WASHINGTON - In the first major policy address of his presidential campaign, former Minnesota Gov. Tim Pawlenty on Tuesday proposed dramatic tax and spending cuts that would end the federal government's role in delivering mail, running trains and backing home mortgages.
Speaking at the University of Chicago business school, Pawlenty delivered a sweeping plan for shrinking government as defined in what he called "the Google test."
"If you can find a good or service on the Internet, then the federal government probably doesn't need to be doing it," he said. "The post office, the government printing office, Amtrak, Fannie and Freddie, were all built for a time in our country when the private sector did not adequately provide those products. "That's no longer the case." (Fannie Mae and Freddie Mac are quasi-federal institutions developed to promote home ownership.)
As Pawlenty seeks the Republican presidential nomination in 2012, he is doubling down on his credentials as a fiscal conservative. His plan would cut the corporate tax rate by more than half, from 35 percent to 15 percent. Individual rates would be whittled to two tiers: 10 percent on income up to $50,000 ($100,000 for married couples), and 25 percent for "everything above that."
Presented as a pro-business prescription for economic growth and job creation, Pawlenty's 30-minute speech outlined government reforms that would sunset all federal regulations unless specifically renewed by Congress, as well as grant the president emergency powers to freeze federal spending.
Pawlenty suggested impounding as much as 5 percent of federal spending until the budget is balanced. Echoing an idea that has been circulating among GOP lawmakers, Pawlenty said that cutting 1 percent of overall federal spending for six consecutive years would balance the federal budget by 2017.
Pawlenty also took sharp aim at President Obama's economic record, which has taken a beating in recent polls.
"How are you enjoying your recovery summer?" Pawlenty said. "That's what the president said we were having. And that was last year. ... If that was a recovery, then our president needs to enter economic rehab. And the American people need to stop his policies. Cold turkey."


Word-for-word reproduction, images excluded: copy every entry below.

--- Dataset entries Enclosed Below ---

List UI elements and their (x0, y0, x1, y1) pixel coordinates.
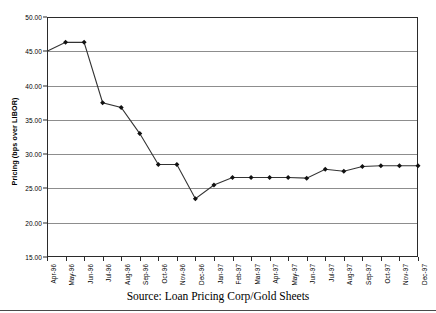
x-tick-label: Apr-97 (272, 264, 279, 284)
x-tick-mark (140, 257, 141, 261)
pricing-line-chart: 50.0045.0040.0035.0030.0025.0020.0015.00… (0, 0, 436, 313)
x-tick-label: Jun-97 (309, 264, 316, 284)
data-point (63, 40, 68, 45)
x-tick-label: Jul-96 (105, 264, 112, 282)
x-tick-label: Aug-97 (346, 264, 353, 285)
x-tick-mark (344, 257, 345, 261)
x-tick-label: Jul-97 (328, 264, 335, 282)
x-tick-mark (177, 257, 178, 261)
data-point (323, 167, 328, 172)
x-tick-mark (158, 257, 159, 261)
data-point (304, 176, 309, 181)
data-point (360, 164, 365, 169)
y-tick-label: 45.00 (25, 48, 42, 55)
y-tick-label: 25.00 (25, 185, 42, 192)
x-tick-mark (362, 257, 363, 261)
x-tick-mark (66, 257, 67, 261)
x-tick-label: Oct-96 (161, 264, 168, 284)
x-tick-mark (195, 257, 196, 261)
y-tick-label: 20.00 (25, 219, 42, 226)
data-point (82, 40, 87, 45)
x-tick-mark (418, 257, 419, 261)
y-axis: 50.0045.0040.0035.0030.0025.0020.0015.00 (0, 0, 47, 274)
x-tick-mark (121, 257, 122, 261)
x-tick-mark (233, 257, 234, 261)
x-tick-mark (288, 257, 289, 261)
x-tick-label: Dec-96 (198, 264, 205, 285)
x-tick-mark (214, 257, 215, 261)
y-tick-label: 35.00 (25, 116, 42, 123)
bottom-rule (0, 310, 436, 312)
x-tick-mark (84, 257, 85, 261)
x-tick-label: Apr-96 (50, 264, 57, 284)
y-tick-label: 50.00 (25, 14, 42, 21)
data-point (174, 162, 179, 167)
y-tick-label: 40.00 (25, 82, 42, 89)
x-tick-label: Nov-97 (402, 264, 409, 285)
x-tick-mark (325, 257, 326, 261)
x-tick-label: Oct-97 (384, 264, 391, 284)
x-tick-label: Aug-96 (124, 264, 131, 285)
source-caption: Source: Loan Pricing Corp/Gold Sheets (0, 290, 436, 302)
data-point (286, 175, 291, 180)
data-series-layer (47, 17, 418, 257)
x-tick-label: May-97 (291, 264, 298, 286)
x-tick-label: Jan-97 (217, 264, 224, 284)
x-tick-mark (399, 257, 400, 261)
data-point (378, 163, 383, 168)
data-point (230, 175, 235, 180)
x-tick-mark (307, 257, 308, 261)
data-point (341, 169, 346, 174)
x-tick-label: Mar-97 (254, 264, 261, 285)
data-point (100, 100, 105, 105)
data-point (156, 162, 161, 167)
y-axis-title: Pricing (bps over LIBOR) (10, 42, 19, 242)
x-tick-mark (270, 257, 271, 261)
x-tick-mark (103, 257, 104, 261)
x-tick-label: Feb-97 (235, 264, 242, 285)
data-point (267, 175, 272, 180)
x-tick-label: May-96 (68, 264, 75, 286)
x-tick-label: Jun-96 (87, 264, 94, 284)
y-tick-label: 30.00 (25, 151, 42, 158)
x-tick-mark (381, 257, 382, 261)
x-tick-label: Sep-97 (365, 264, 372, 285)
y-tick-label: 15.00 (25, 254, 42, 261)
x-tick-mark (251, 257, 252, 261)
x-tick-label: Nov-96 (179, 264, 186, 285)
x-tick-label: Sep-96 (142, 264, 149, 285)
data-point (416, 163, 421, 168)
x-tick-label: Dec-97 (421, 264, 428, 285)
data-point (249, 175, 254, 180)
x-tick-mark (47, 257, 48, 261)
data-point (397, 163, 402, 168)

--- End of Enclosed Dataset entries ---

| Task response |
List UI elements and their (x0, y0, x1, y1) pixel coordinates.
x-tick-label: Apr-97 (272, 264, 279, 284)
x-tick-mark (140, 257, 141, 261)
pricing-line-chart: 50.0045.0040.0035.0030.0025.0020.0015.00… (0, 0, 436, 313)
x-tick-label: Jun-97 (309, 264, 316, 284)
data-point (63, 40, 68, 45)
x-tick-label: Jul-96 (105, 264, 112, 282)
x-tick-label: Aug-97 (346, 264, 353, 285)
x-tick-mark (344, 257, 345, 261)
x-tick-label: Jul-97 (328, 264, 335, 282)
x-tick-mark (177, 257, 178, 261)
data-point (323, 167, 328, 172)
x-tick-mark (158, 257, 159, 261)
data-point (304, 176, 309, 181)
data-point (360, 164, 365, 169)
y-tick-label: 45.00 (25, 48, 42, 55)
y-tick-label: 25.00 (25, 185, 42, 192)
x-tick-mark (362, 257, 363, 261)
x-tick-mark (66, 257, 67, 261)
x-tick-label: Oct-96 (161, 264, 168, 284)
x-tick-mark (195, 257, 196, 261)
y-tick-label: 20.00 (25, 219, 42, 226)
data-point (82, 40, 87, 45)
x-tick-mark (418, 257, 419, 261)
y-axis: 50.0045.0040.0035.0030.0025.0020.0015.00 (0, 0, 47, 274)
x-tick-mark (121, 257, 122, 261)
x-tick-mark (233, 257, 234, 261)
x-tick-mark (288, 257, 289, 261)
x-tick-label: Dec-96 (198, 264, 205, 285)
x-tick-mark (214, 257, 215, 261)
y-tick-label: 35.00 (25, 116, 42, 123)
bottom-rule (0, 310, 436, 312)
x-tick-mark (84, 257, 85, 261)
x-tick-label: Apr-96 (50, 264, 57, 284)
y-tick-label: 50.00 (25, 14, 42, 21)
data-point (174, 162, 179, 167)
y-tick-label: 40.00 (25, 82, 42, 89)
x-tick-label: Nov-97 (402, 264, 409, 285)
x-tick-mark (325, 257, 326, 261)
x-tick-label: Oct-97 (384, 264, 391, 284)
x-tick-label: Aug-96 (124, 264, 131, 285)
source-caption: Source: Loan Pricing Corp/Gold Sheets (0, 290, 436, 302)
data-point (286, 175, 291, 180)
data-series-layer (47, 17, 418, 257)
x-tick-label: May-97 (291, 264, 298, 286)
x-tick-label: Jan-97 (217, 264, 224, 284)
x-tick-mark (399, 257, 400, 261)
data-point (378, 163, 383, 168)
data-point (230, 175, 235, 180)
x-tick-mark (307, 257, 308, 261)
data-point (341, 169, 346, 174)
x-tick-label: Mar-97 (254, 264, 261, 285)
data-point (100, 100, 105, 105)
data-point (156, 162, 161, 167)
y-axis-title: Pricing (bps over LIBOR) (10, 42, 19, 242)
x-tick-mark (270, 257, 271, 261)
x-tick-mark (103, 257, 104, 261)
x-tick-label: Feb-97 (235, 264, 242, 285)
data-point (267, 175, 272, 180)
x-tick-label: May-96 (68, 264, 75, 286)
x-tick-label: Jun-96 (87, 264, 94, 284)
y-tick-label: 30.00 (25, 151, 42, 158)
x-tick-mark (381, 257, 382, 261)
x-tick-label: Sep-97 (365, 264, 372, 285)
y-tick-label: 15.00 (25, 254, 42, 261)
x-tick-mark (251, 257, 252, 261)
x-tick-label: Nov-96 (179, 264, 186, 285)
x-tick-label: Sep-96 (142, 264, 149, 285)
data-point (416, 163, 421, 168)
x-tick-label: Dec-97 (421, 264, 428, 285)
data-point (249, 175, 254, 180)
x-tick-mark (47, 257, 48, 261)
data-point (397, 163, 402, 168)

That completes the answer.